My first concern was to discover where within Pellucidar
I might be--and in what direction lay the land of the Sarians where Ghak the Hairy One ruled.
But how was I to guess in which direction lay Sari?
And if I set out to search--what then?
Could I find my way back to the prospector with its priceless freight of books, firearms, ammunition, scientific instruments, and still more books--its great library of reference works upon every conceivable branch of applied sciences?
And if I could not, of what value was all this vast storehouse of potential civilization and progress to be to the world of my adoption?
Upon the other hand, if I remained here alone with it, what could I accomplish single-handed?
Nothing.
But where there was no east, no west, no north, no south, no stars, no moon, and only a stationary midday sun, how was I to find my way back to this spot should ever I get out of sight of it?
I didn't know.
For a long time I stood buried in deep thought, when it occurred to me to try out one of the compasses I had brought and ascertain if it remained steadily fixed upon an unvarying pole. I reentered the prospector and fetched a compass without.
Moving a considerable distance from the prospector that the needle might not be influenced by its great bulk of iron and steel I turned the delicate instrument about in every direction.
Always and steadily the needle remained rigidly fixed upon a point straight out to sea, apparently pointing toward a large island some ten or twenty miles distant.
This then should be north.
I drew my note-book from my pocket and made a careful topographical sketch of the locality within the range of my vision.
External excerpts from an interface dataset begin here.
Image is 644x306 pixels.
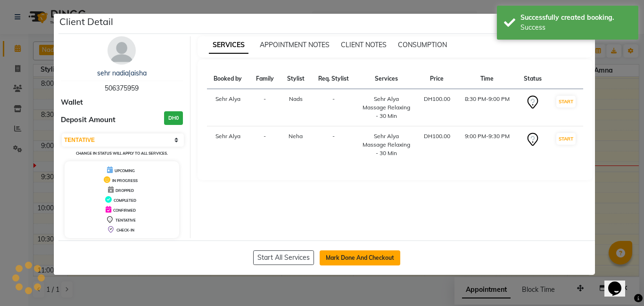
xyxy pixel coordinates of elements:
[107,37,136,65] img: avatar
[209,37,248,54] span: SERVICES
[60,15,113,29] h5: Client Detail
[520,13,631,23] div: Successfully created booking.
[207,126,249,164] td: Sehr Alya
[248,126,280,164] td: -
[604,268,634,296] iframe: chat widget
[520,23,631,33] div: Success
[341,41,387,49] span: CLIENT NOTES
[248,89,280,126] td: -
[253,250,314,264] button: Start All Services
[114,168,135,173] span: UPCOMING
[556,133,575,145] button: START
[259,41,329,49] span: APPOINTMENT NOTES
[311,69,356,89] th: Req. Stylist
[116,228,134,232] span: CHECK-IN
[362,94,410,120] div: Sehr Alya Massage Relaxing - 30 Min
[76,151,168,155] small: Change in status will apply to all services.
[97,69,146,77] a: sehr nadia|aisha
[456,69,517,89] th: Time
[280,69,311,89] th: Stylist
[248,69,280,89] th: Family
[456,89,517,126] td: 8:30 PM-9:00 PM
[311,126,356,164] td: -
[61,114,115,125] span: Deposit Amount
[288,132,302,139] span: Neha
[319,250,401,265] button: Mark Done And Checkout
[456,126,517,164] td: 9:00 PM-9:30 PM
[556,95,575,107] button: START
[113,198,136,203] span: COMPLETED
[289,95,302,102] span: Nads
[115,188,134,193] span: DROPPED
[356,69,416,89] th: Services
[207,69,249,89] th: Booked by
[207,89,249,126] td: Sehr Alya
[61,97,82,108] span: Wallet
[362,132,410,157] div: Sehr Alya Massage Relaxing - 30 Min
[398,41,446,49] span: CONSUMPTION
[416,69,457,89] th: Price
[113,208,136,213] span: CONFIRMED
[164,111,183,125] h3: DH0
[422,94,451,103] div: DH100.00
[311,89,356,126] td: -
[422,132,451,140] div: DH100.00
[112,178,137,183] span: IN PROGRESS
[104,83,138,92] span: 506375959
[517,69,548,89] th: Status
[115,218,136,223] span: TENTATIVE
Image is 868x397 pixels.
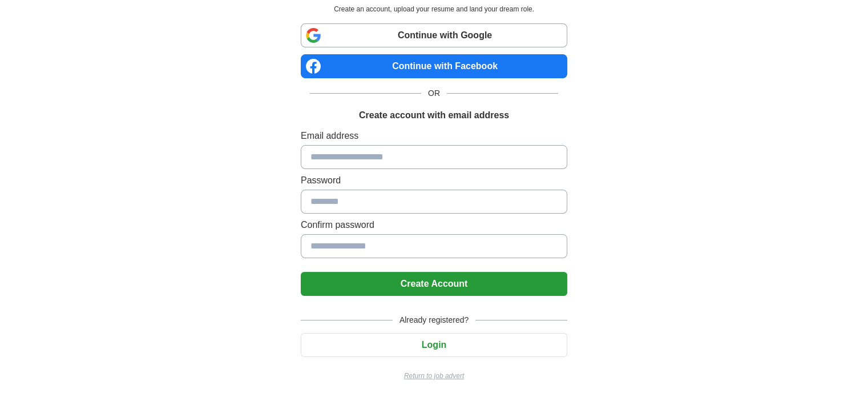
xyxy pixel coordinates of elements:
[393,314,475,326] span: Already registered?
[301,271,567,296] button: Create Account
[301,333,567,357] button: Login
[301,370,567,381] a: Return to job advert
[301,24,567,47] a: Continue with Google
[301,218,567,232] label: Confirm password
[301,340,567,350] a: Login
[301,174,567,187] label: Password
[303,4,565,15] p: Create an account, upload your resume and land your dream role.
[301,129,567,143] label: Email address
[359,108,509,122] h1: Create account with email address
[301,55,567,78] a: Continue with Facebook
[421,87,447,99] span: OR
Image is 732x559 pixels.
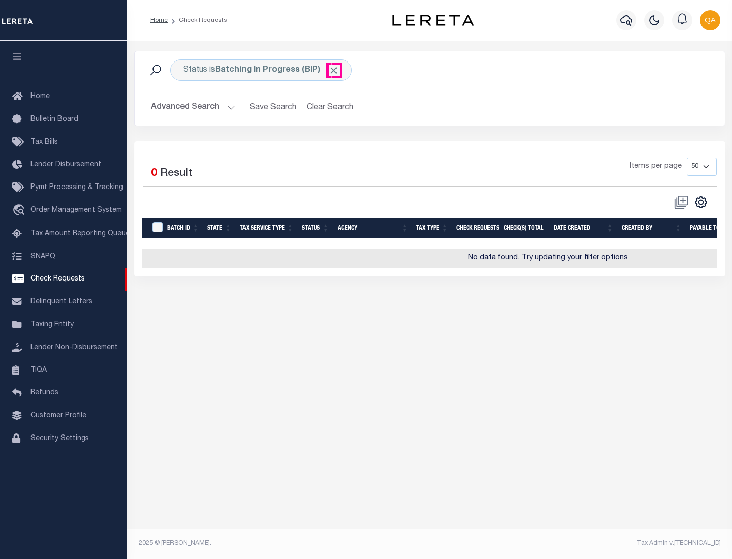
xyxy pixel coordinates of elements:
[30,116,78,123] span: Bulletin Board
[630,161,682,172] span: Items per page
[30,366,47,374] span: TIQA
[392,15,474,26] img: logo-dark.svg
[30,161,101,168] span: Lender Disbursement
[30,321,74,328] span: Taxing Entity
[236,218,298,239] th: Tax Service Type: activate to sort column ascending
[151,98,235,117] button: Advanced Search
[412,218,452,239] th: Tax Type: activate to sort column ascending
[298,218,333,239] th: Status: activate to sort column ascending
[500,218,549,239] th: Check(s) Total
[617,218,686,239] th: Created By: activate to sort column ascending
[215,66,339,74] b: Batching In Progress (BIP)
[452,218,500,239] th: Check Requests
[30,412,86,419] span: Customer Profile
[30,298,92,305] span: Delinquent Letters
[437,539,721,548] div: Tax Admin v.[TECHNICAL_ID]
[700,10,720,30] img: svg+xml;base64,PHN2ZyB4bWxucz0iaHR0cDovL3d3dy53My5vcmcvMjAwMC9zdmciIHBvaW50ZXItZXZlbnRzPSJub25lIi...
[30,344,118,351] span: Lender Non-Disbursement
[302,98,358,117] button: Clear Search
[131,539,430,548] div: 2025 © [PERSON_NAME].
[30,230,130,237] span: Tax Amount Reporting Queue
[30,207,122,214] span: Order Management System
[243,98,302,117] button: Save Search
[333,218,412,239] th: Agency: activate to sort column ascending
[30,253,55,260] span: SNAPQ
[168,16,227,25] li: Check Requests
[163,218,203,239] th: Batch Id: activate to sort column ascending
[328,65,339,76] span: Click to Remove
[170,59,352,81] div: Status is
[12,204,28,218] i: travel_explore
[203,218,236,239] th: State: activate to sort column ascending
[30,275,85,283] span: Check Requests
[30,139,58,146] span: Tax Bills
[30,93,50,100] span: Home
[30,184,123,191] span: Pymt Processing & Tracking
[151,168,157,179] span: 0
[160,166,192,182] label: Result
[30,435,89,442] span: Security Settings
[150,17,168,23] a: Home
[30,389,58,396] span: Refunds
[549,218,617,239] th: Date Created: activate to sort column ascending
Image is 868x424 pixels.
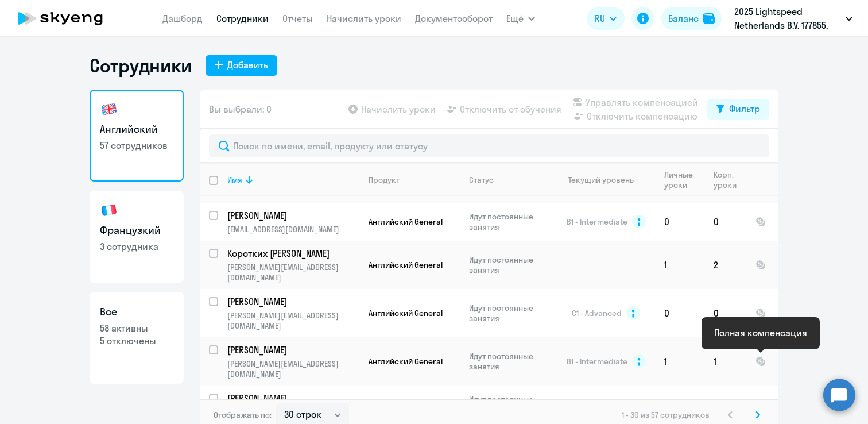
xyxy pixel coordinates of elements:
[707,98,769,119] button: Фильтр
[655,241,704,289] td: 1
[469,351,548,372] p: Идут постоянные занятия
[703,12,714,24] img: balance
[704,241,746,289] td: 2
[713,169,745,190] div: Корп. уроки
[655,289,704,337] td: 0
[227,262,359,283] p: [PERSON_NAME][EMAIL_ADDRESS][DOMAIN_NAME]
[216,12,269,24] a: Сотрудники
[415,12,493,24] a: Документооборот
[162,12,203,24] a: Дашборд
[214,409,272,420] span: Отображать по:
[227,358,359,379] p: [PERSON_NAME][EMAIL_ADDRESS][DOMAIN_NAME]
[368,259,443,270] span: Английский General
[368,308,443,318] span: Английский General
[227,175,359,185] div: Имя
[469,255,548,275] p: Идут постоянные занятия
[227,247,359,259] a: Коротких [PERSON_NAME]
[469,303,548,323] p: Идут постоянные занятия
[100,322,173,334] p: 58 активны
[90,191,183,283] a: Французкий3 сотрудника
[728,5,858,32] button: 2025 Lightspeed Netherlands B.V. 177855, [GEOGRAPHIC_DATA], ООО
[100,305,173,319] h3: Все
[100,122,173,137] h3: Английский
[621,409,710,420] span: 1 - 30 из 57 сотрудников
[100,223,173,237] h3: Французкий
[704,385,746,423] td: 1
[368,216,443,226] span: Английский General
[568,175,634,185] div: Текущий уровень
[100,139,173,151] p: 57 сотрудников
[227,295,359,308] a: [PERSON_NAME]
[227,391,357,404] p: [PERSON_NAME]
[227,310,359,331] p: [PERSON_NAME][EMAIL_ADDRESS][DOMAIN_NAME]
[729,102,760,116] div: Фильтр
[469,212,548,232] p: Идут постоянные занятия
[704,337,746,385] td: 1
[227,209,357,222] p: [PERSON_NAME]
[90,90,183,181] a: Английский57 сотрудников
[100,201,118,219] img: french
[227,344,357,356] p: [PERSON_NAME]
[469,175,493,185] div: Статус
[100,334,173,347] p: 5 отключены
[209,102,272,116] span: Вы выбрали: 0
[507,7,535,30] button: Ещё
[664,169,704,190] div: Личные уроки
[655,385,704,423] td: 1
[227,58,268,72] div: Добавить
[507,12,524,25] span: Ещё
[205,55,277,76] button: Добавить
[469,394,548,415] p: Идут постоянные занятия
[227,247,357,259] p: Коротких [PERSON_NAME]
[567,216,628,226] span: B1 - Intermediate
[655,203,704,241] td: 0
[661,7,721,30] button: Балансbalance
[557,175,654,185] div: Текущий уровень
[326,12,401,24] a: Начислить уроки
[714,326,807,340] div: Полная компенсация
[368,175,400,185] div: Продукт
[209,134,769,157] input: Поиск по имени, email, продукту или статусу
[100,240,173,253] p: 3 сотрудника
[227,295,357,308] p: [PERSON_NAME]
[567,356,628,366] span: B1 - Intermediate
[227,175,242,185] div: Имя
[283,12,313,24] a: Отчеты
[100,100,118,118] img: english
[227,224,359,234] p: [EMAIL_ADDRESS][DOMAIN_NAME]
[595,12,605,25] span: RU
[368,356,443,366] span: Английский General
[587,7,624,30] button: RU
[704,203,746,241] td: 0
[227,391,359,404] a: [PERSON_NAME]
[734,5,841,32] p: 2025 Lightspeed Netherlands B.V. 177855, [GEOGRAPHIC_DATA], ООО
[227,344,359,356] a: [PERSON_NAME]
[90,54,192,77] h1: Сотрудники
[90,292,183,383] a: Все58 активны5 отключены
[655,337,704,385] td: 1
[227,209,359,222] a: [PERSON_NAME]
[704,289,746,337] td: 0
[571,308,621,318] span: C1 - Advanced
[668,12,699,25] div: Баланс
Due north lay the island, far out upon the shimmering sea.
The spot I had chosen for my observations was the top of a large, flat boulder which rose six or eight feet above the turf. This spot I called Greenwich. The boulder was the "Royal Observatory."
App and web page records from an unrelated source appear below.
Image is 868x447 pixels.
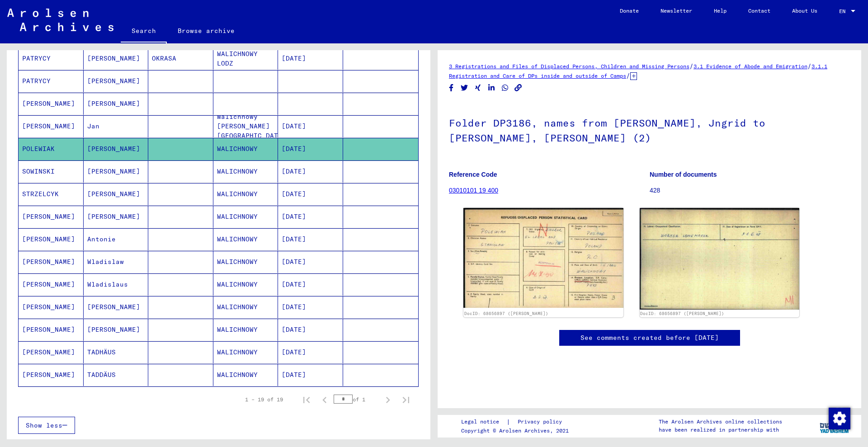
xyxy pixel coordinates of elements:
img: Change consent [829,408,850,429]
mat-cell: Walichnowy [PERSON_NAME][GEOGRAPHIC_DATA] [213,116,279,137]
mat-cell: WALICHNOWY [213,297,279,318]
mat-cell: [DATE] [278,251,343,273]
mat-cell: [DATE] [278,297,343,318]
mat-cell: [DATE] [278,228,343,251]
mat-cell: [DATE] [278,116,343,137]
button: Share on LinkedIn [486,82,496,93]
mat-cell: [PERSON_NAME] [83,138,149,160]
mat-cell: WALICHNOWY [213,273,279,296]
mat-cell: TADDÄUS [83,364,149,386]
mat-cell: [PERSON_NAME] [19,364,83,386]
mat-cell: WALICHNOWY [213,160,279,183]
button: Previous page [315,391,333,408]
mat-cell: [DATE] [278,319,343,340]
mat-cell: [PERSON_NAME] [83,47,149,70]
b: Number of documents [649,171,717,178]
mat-cell: [PERSON_NAME] [19,341,83,364]
mat-cell: Wladislaus [83,273,149,296]
a: See comments created before [DATE] [580,333,718,343]
mat-cell: [PERSON_NAME] [19,92,83,115]
mat-cell: TADHÄUS [83,341,149,364]
mat-cell: [PERSON_NAME] [83,206,149,228]
mat-cell: Wladislaw [83,251,149,273]
p: The Arolsen Archives online collections [658,417,782,426]
p: Copyright © Arolsen Archives, 2021 [461,426,572,434]
mat-cell: Antonie [83,228,149,251]
mat-cell: WALICHNOWY [213,364,279,386]
mat-cell: [PERSON_NAME] [19,116,83,137]
a: Search [121,20,167,43]
button: Share on Facebook [447,82,456,93]
a: 3.1 Evidence of Abode and Emigration [693,63,807,70]
mat-cell: [PERSON_NAME] [83,92,149,115]
span: / [807,62,812,70]
mat-cell: WALICHNOWY LODZ [213,47,279,70]
a: 3 Registrations and Files of Displaced Persons, Children and Missing Persons [449,63,690,70]
mat-cell: [PERSON_NAME] [83,319,149,340]
mat-cell: POLEWIAK [19,138,83,160]
a: Privacy policy [511,417,572,426]
mat-cell: PATRYCY [19,47,83,70]
mat-cell: [PERSON_NAME] [19,273,83,296]
b: Reference Code [449,171,497,178]
mat-cell: SOWINSKI [19,160,83,183]
mat-cell: [PERSON_NAME] [83,160,149,183]
img: 001.jpg [463,208,623,308]
mat-cell: [PERSON_NAME] [19,206,83,228]
mat-cell: [DATE] [278,206,343,228]
button: Show less [18,417,75,434]
a: Browse archive [167,20,245,41]
a: DocID: 68656897 ([PERSON_NAME]) [640,311,724,316]
button: Share on WhatsApp [501,82,510,93]
p: 428 [649,185,850,195]
mat-cell: [PERSON_NAME] [19,251,83,273]
div: of 1 [333,395,379,404]
a: 03010101 19 400 [449,186,498,193]
span: / [690,62,693,70]
mat-cell: [PERSON_NAME] [19,297,83,318]
img: yv_logo.png [818,415,852,437]
mat-cell: STRZELCYK [19,183,83,205]
mat-cell: WALICHNOWY [213,251,279,273]
mat-cell: [DATE] [278,138,343,160]
mat-cell: WALICHNOWY [213,228,279,251]
mat-cell: [DATE] [278,183,343,205]
button: Next page [379,391,397,408]
mat-cell: [DATE] [278,47,343,70]
span: / [626,72,630,80]
button: Share on Twitter [460,82,469,93]
mat-cell: [DATE] [278,273,343,296]
mat-cell: [DATE] [278,364,343,386]
mat-cell: [PERSON_NAME] [83,70,149,92]
span: EN [839,8,849,14]
mat-cell: WALICHNOWY [213,341,279,364]
span: Show less [26,421,63,429]
div: 1 – 19 of 19 [245,396,283,404]
button: Last page [397,391,415,408]
a: Legal notice [461,417,506,426]
mat-cell: Jan [83,116,149,137]
img: 002.jpg [640,208,800,310]
h1: Folder DP3186, names from [PERSON_NAME], Jngrid to [PERSON_NAME], [PERSON_NAME] (2) [449,102,850,157]
mat-cell: [PERSON_NAME] [83,297,149,318]
mat-cell: [PERSON_NAME] [19,228,83,251]
img: Arolsen_neg.svg [7,9,114,31]
button: Share on Xing [473,82,483,93]
mat-cell: [PERSON_NAME] [19,319,83,340]
p: have been realized in partnership with [658,426,782,434]
button: Copy link [513,82,523,93]
mat-cell: WALICHNOWY [213,206,279,228]
a: DocID: 68656897 ([PERSON_NAME]) [464,311,548,316]
mat-cell: [DATE] [278,341,343,364]
mat-cell: [DATE] [278,160,343,183]
div: | [461,417,572,426]
button: First page [297,391,315,408]
mat-cell: WALICHNOWY [213,319,279,340]
mat-cell: OKRASA [149,47,213,70]
mat-cell: [PERSON_NAME] [83,183,149,205]
mat-cell: PATRYCY [19,70,83,92]
mat-cell: WALICHNOWY [213,138,279,160]
mat-cell: WALICHNOWY [213,183,279,205]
I had made a start! I cannot tell you what a sense of relief was imparted to me by the ****** fact that there was at least one spot within Pellucidar with a familiar name and a place upon a map.
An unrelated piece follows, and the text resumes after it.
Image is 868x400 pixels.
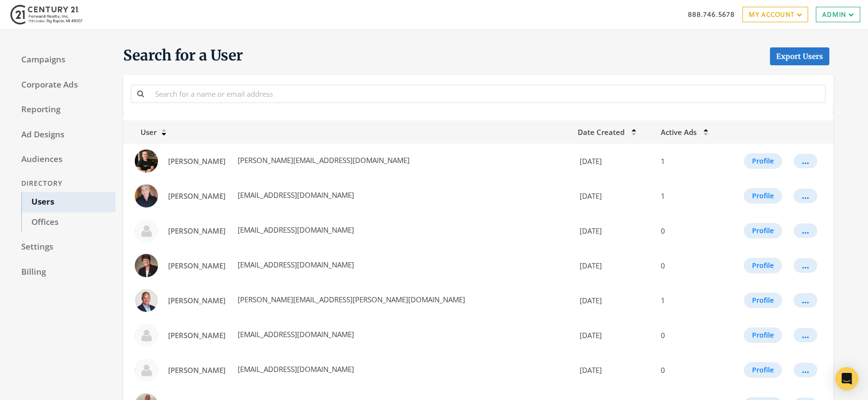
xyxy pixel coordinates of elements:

It was with almost childish joy that I made a little circle in my note-book and traced the word Greenwich beside it.
Now I felt I might start out upon my search with some assurance of finding my way back again to the prospector.
I decided that at first I would travel directly south in the hope that I might in that direction find some familiar landmark. It was as good a direction as any.
This much at least might be said of it.
Among the many other things I had brought from the outer world were a number of pedometers. I slipped three of these into my pockets with the idea that I might arrive at a more or less accurate mean from the registrations of them all.
On my map I would register so many paces south, so many east, so many west, and so on. When I was ready to return I would then do so by any route that I might choose.
I also strapped a considerable quantity of ammunition across my shoulders, pocketed some matches, and hooked an aluminum fry-pan and a small stew-kettle of the same metal to my belt.
I was ready--ready to go forth and explore a world!
Ready to search a land area of 124,110,000 square miles for my friends, my incomparable mate, and good old Perry!
And so, after locking the door in the outer shell of the prospector, I set out upon my quest. Due south I traveled, across lovely valleys thick-dotted with grazing herds.
Through dense primeval forests I forced my way and up the slopes of mighty mountains searching for a pass to their farther sides.